[Stored items]
- - - - -

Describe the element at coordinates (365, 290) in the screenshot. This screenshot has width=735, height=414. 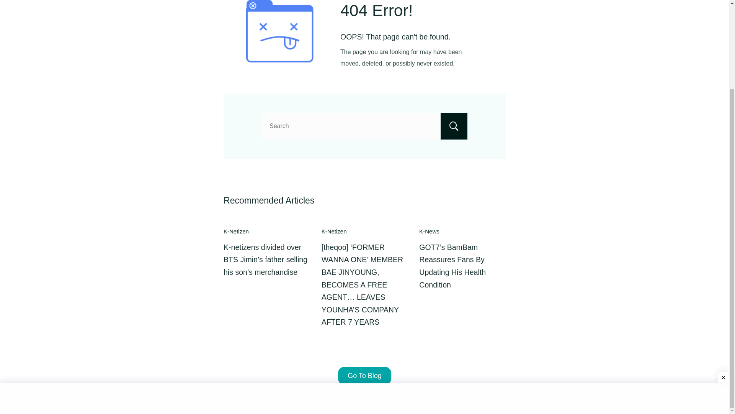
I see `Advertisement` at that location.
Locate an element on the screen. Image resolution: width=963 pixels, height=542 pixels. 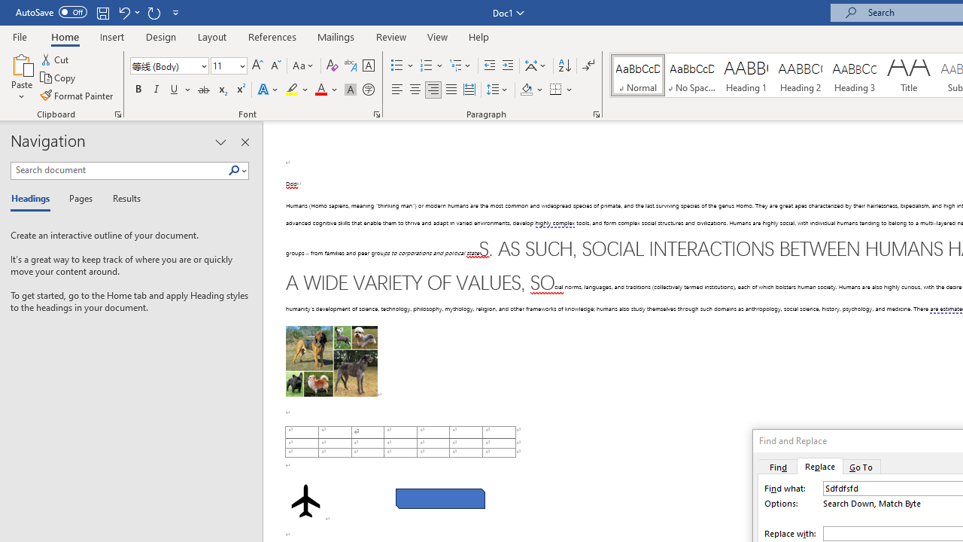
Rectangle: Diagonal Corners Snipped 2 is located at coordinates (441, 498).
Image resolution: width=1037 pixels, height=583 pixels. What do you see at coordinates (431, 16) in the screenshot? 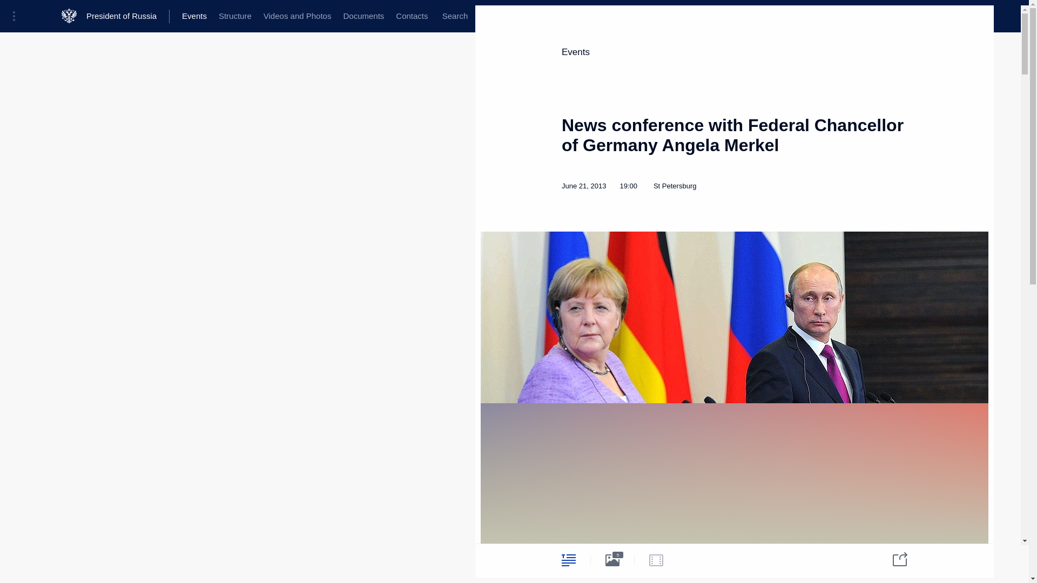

- - - - -

→ Task statement
Word for word, copy every line of the data, excluding any pictures.

→ Expected answer
Describe the element at coordinates (365, 290) in the screenshot. This screenshot has width=735, height=414. 
I see `Advertisement` at that location.
Locate an element on the screen. Image resolution: width=963 pixels, height=542 pixels. 
Rectangle: Diagonal Corners Snipped 2 is located at coordinates (441, 498).
Image resolution: width=1037 pixels, height=583 pixels. What do you see at coordinates (431, 16) in the screenshot? 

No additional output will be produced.